| Health Insurance in India - Time for Conscious Revolution |
The nation of India with a population of 1000 million experiences a vast inequity that exists in the healthcare industry with barely 3 per cent of the population covered by some form of health insurance, either social or private. The guiding principle of Bhore Committee in 1946 that no individual should fail to secure adequate medical care because of inability to pay for it looks unreachable still, after 50 years of Indian independence.
In India, presently the health insurance exists in the form of Mediclaim policy offered to the individual or to any group, association or corporate bodies. Although, total expenditure on health in India is nearly 6 per cent of the entire GDP, the government spending is less than 25 per cent against the average spending of 30-40 per cent in other developing countries. Penetration of Mediclaim is currently done by state-owned insurance companies, covering only about 2.5 million people i.e. less than 0.50 per cent of the countrys population.
In Alma Ata (in old USSR), a global initiative towards health-related research and action was held in 1978. All the participants, including India, affirmed to ensure health for all by the year 2000, with primary health care as their top priority. But India perhaps understood it in a different manner what Plato said "Attention to health is the greatest hindrance in life". Indian health insurance sector is still an immature baby, victim of no common sense of government.
The primary health care system in India is managed mainly by the shallow structure of government health-care facilities and other public-health care systems in a traditional model of health funding and provision. But, it is unable to justify the demand for health security for 200 million Indian health insurable population mainly due to service costs being out of the reach of many people, absence of good and effective number of physicians, low rate of education programs, less number of hospitals, poor medical equipment and over all, the poor budget of government towards the health program.
Even Social insurance schemes available in India, such as the Employee State insurance Scheme (ESIS) and Central Government Health Scheme (CGHS) have restricted coverage to a very small segment of the population, around 3 per cent.
Therefore, the health insurance policy in India is nothing but a burden of inefficiency of a government run system. Moreover, the uncontrolled and no-innovative attitude of Indian bureaucracy always argued against the private players in the health insurance sector in India. Albert Einstein surly sleeps happily in the grave after seeing the Indian governments practice of health management credo based on what he said fifty years back, "Common sense is the collection of prejudices acquired by the age of eighteen". Unnecessary prejudice never allows our government to open the doors of health insurance to others.
Indian government has never been sensible to understand that the opening of insurance sector in India will move individual health spending to a collective spending backed by a huge capital inflows into the health industry. The existing limited medical coverage and inefficient administration is likely to be demolished by the increasing service efficiency. Furthermore, the intermediaries like service providers, health management organizations, preferred provider organizations and third party administrators would not only assist in increasing the coverage, but would also improve the quality of the system - the transition of health care from curative to managed care - the disease management as practiced by developed countries.
At its best, disease management is neither a turf protector for specialists nor a marketing vehicle for drug companies. It's a common-sense approach to unifying care for a condition, and it depends on primary care physicians. In other words, disease management is a way to reduce the cost of Health Maintenance Organization (HMOs) and Preferred Provider Organizations (PPOs) in developed countries, more specifically in United States that sharpens the Managed Care plans of health insurance sector. Managed Care plans are so popular in the US that they now employ more than 70 per cent of all the physicians in the country.
Notably, when Disease management decides the profit of insurers by constructing a system of care for a particular condition such as asthma, diabetes or cholesterol, that is intended to reduce costs and improve outcomes, Managed Care is a step ahead of traditional insurance system assuring quality into the system. Disease management means more teamwork between primary care physicians, sub-specialists and non-physician providers. Thus in a disease management program, health plans and physicians attempt to identify patients who would benefit most from intense prevention and treatment protocols. Managed Care, in-turn ensures out-of-pocket costs, are generally lower, and there is far less (if any) paperwork for plan members to contend with.
After comparing this systematic, quality packed, value-added health system with Indian health insurance sector, it is clearly understood, we have a far way to go to touch the global health insurance wave. Replacement of the existing system will hardly do anything, unless a conscious revolution comes with private players in this sector. And "The first duty of a revolutionary is to get away with it". What do you say - time for our government to play revolutionary?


WHAT TO DO – Search the material below for "access" and copy every line where it occurs.

RECORDS PROVIDED –

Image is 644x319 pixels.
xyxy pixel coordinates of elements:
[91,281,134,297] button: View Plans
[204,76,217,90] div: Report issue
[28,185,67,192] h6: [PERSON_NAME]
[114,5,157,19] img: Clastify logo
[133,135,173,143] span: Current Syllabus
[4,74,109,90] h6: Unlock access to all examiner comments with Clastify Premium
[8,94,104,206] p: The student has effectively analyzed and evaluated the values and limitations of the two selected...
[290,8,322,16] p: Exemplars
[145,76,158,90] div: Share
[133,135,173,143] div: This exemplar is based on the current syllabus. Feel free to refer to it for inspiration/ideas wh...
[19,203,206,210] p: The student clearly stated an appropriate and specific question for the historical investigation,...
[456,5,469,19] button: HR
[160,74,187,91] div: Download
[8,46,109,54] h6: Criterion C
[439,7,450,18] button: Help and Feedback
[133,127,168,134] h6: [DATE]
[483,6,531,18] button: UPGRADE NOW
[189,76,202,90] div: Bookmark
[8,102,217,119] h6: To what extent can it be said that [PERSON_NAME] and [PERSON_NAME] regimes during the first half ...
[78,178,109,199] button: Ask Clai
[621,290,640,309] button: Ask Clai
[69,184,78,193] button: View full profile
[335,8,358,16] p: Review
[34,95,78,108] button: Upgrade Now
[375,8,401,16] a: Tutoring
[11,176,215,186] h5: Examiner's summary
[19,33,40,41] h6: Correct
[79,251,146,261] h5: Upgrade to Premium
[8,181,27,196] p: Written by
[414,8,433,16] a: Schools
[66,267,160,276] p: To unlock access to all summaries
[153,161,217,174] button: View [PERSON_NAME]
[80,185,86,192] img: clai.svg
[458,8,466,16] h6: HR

EXERCISE OUTPUT –
[4,74,109,90] h6: Unlock access to all examiner comments with Clastify Premium
[66,267,160,276] p: To unlock access to all summaries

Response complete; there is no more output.